Graph-to-Vision: Multi-graph Understanding and Reasoning using Vision-Language Models

TL;DR

This paper introduces Graph2Vision, the first benchmark tailored for multi-graph reasoning with Vision-Language Models, covering four graph types (flowcharts, knowledge graphs, mind maps, route maps) and both homogeneous and heterogeneous groupings. It proposes a multi-dimensional evaluation framework focusing on graph parsing, instruction-following, and reasoning consistency, and validates the benchmark by evaluating several state-of-the-art VLMs and conducting fine-tuning on open-source models. The results reveal that current VLMs have notable potential but struggle with cross-graph integration, with RCC emerging as the most robust dimension and route maps posing distinct challenges. The work provides a principled step toward cross-modal graph intelligence and outlines scalable, domain-aware directions for future research, including scaling to larger models and expanding to additional graph modalities and applications.

Abstract

Recent advances in Vision-Language Models (VLMs) have shown promising capabilities in interpreting visualized graph data, offering a new perspective for graph-structured reasoning beyond traditional Graph Neural Networks (GNNs).

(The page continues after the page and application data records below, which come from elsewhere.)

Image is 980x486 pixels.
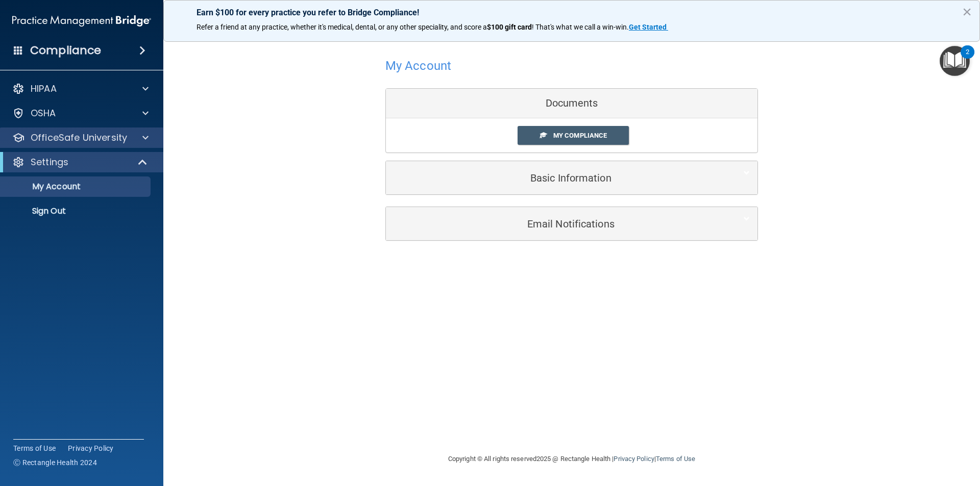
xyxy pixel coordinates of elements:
button: Close [963,3,972,20]
a: Terms of Use [13,443,56,454]
h4: My Account [386,59,451,72]
div: 2 [966,52,969,65]
strong: Get Started [629,23,667,31]
a: Privacy Policy [614,455,654,463]
h4: Compliance [30,44,101,58]
span: ! That's what we call a win-win. [532,23,629,31]
strong: $100 gift card [487,23,532,31]
a: OfficeSafe University [12,132,148,144]
h5: Basic Information [394,173,719,184]
p: Sign Out [7,206,146,216]
a: HIPAA [12,83,148,95]
button: Open Resource Center, 2 new notifications [940,46,970,76]
a: Privacy Policy [68,443,114,454]
p: OfficeSafe University [31,132,127,144]
a: Email Notifications [394,212,750,235]
span: Refer a friend at any practice, whether it's medical, dental, or any other speciality, and score a [197,23,487,31]
a: OSHA [12,107,148,119]
a: Settings [12,156,148,168]
a: Basic Information [394,166,750,189]
div: Copyright © All rights reserved 2025 @ Rectangle Health | | [386,443,758,475]
p: HIPAA [31,83,56,95]
p: Settings [31,156,69,168]
p: My Account [7,182,146,192]
p: Earn $100 for every practice you refer to Bridge Compliance! [197,7,947,17]
div: Documents [386,89,758,118]
a: Get Started [629,23,668,31]
span: My Compliance [553,132,607,139]
a: Terms of Use [656,455,695,463]
p: OSHA [31,107,56,119]
span: Ⓒ Rectangle Health 2024 [13,458,97,468]
img: PMB logo [12,11,151,31]
h5: Email Notifications [394,218,719,230]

However, existing studies focus primarily on single-graph reasoning, leaving the critical challenge of multi-graph joint reasoning underexplored. In this work, we introduce the first comprehensive benchmark designed to evaluate and enhance the multi-graph reasoning abilities of VLMs. Our benchmark covers four common graph types-knowledge graphs, flowcharts, mind maps, and route maps-and supports both homogeneous and heterogeneous graph groupings with tasks of increasing complexity. We evaluate several state-of-the-art VLMs under a multi-dimensional scoring framework that assesses graph parsing, reasoning consistency, and instruction-following accuracy. Additionally, we fine-tune multiple open-source models and observe consistent improvements, confirming the effectiveness of our dataset. This work provides a principled step toward advancing multi-graph understanding and reveals new opportunities for cross-modal graph intelligence.

Paper Structure

This paper contains 47 sections, 11 equations, 23 figures, 5 tables.

Figures (23)

  • Figure 1: (a) Examples of the four types of graphs included in our benchmark: knowledge graphs, mind maps, flowcharts, and route maps. (b) An example sample from our benchmark, consisting of a set of related graphs, a corresponding instruction, and its reference answer.
  • Figure 2: Overview of the benchmark construction pipeline. The process includes: (1) collecting diverse graph images across four types; (2) grouping them into semantically or structurally coherent sets using ColBERT-inspired matching or subgraph splitting; and (3) generating instruction-response pairs via GPT-4o, followed by manual review and refinement to ensure clarity and reasoning quality.
  • Figure 3: Score distribution histograms across three evaluation dimensions (GPA, RCC and IRA) for each of the five models. Each subplot shows the frequency of scores ranging from 1 to 5, where bars are colored by evaluation dimension.
  • Figure 4: Scatter plot illustrating the consistency between automatic evaluation scores and human ratings across a 10% randomly sampled subset of the evaluation dataset. Each point represents the frequency of a specific score pair (Human, GPT), with color intensity indicating occurrence frequency. The diagonal dotted line denotes perfect agreement, while the red dashed line shows the linear regression trend, representing the alignment between automatic evaluation scores and human scores—closer proximity to the diagonal indicates stronger consistency.
  • Figure 5: Score distributions for each VLM across three evaluation dimensions: GPA, RCC and IRA. Each row corresponds to a specific evaluation dimension, and each column to a different model. For each score level (1–5), lighter bars indicate results before finetuning, while darker bars represent results after finetuning.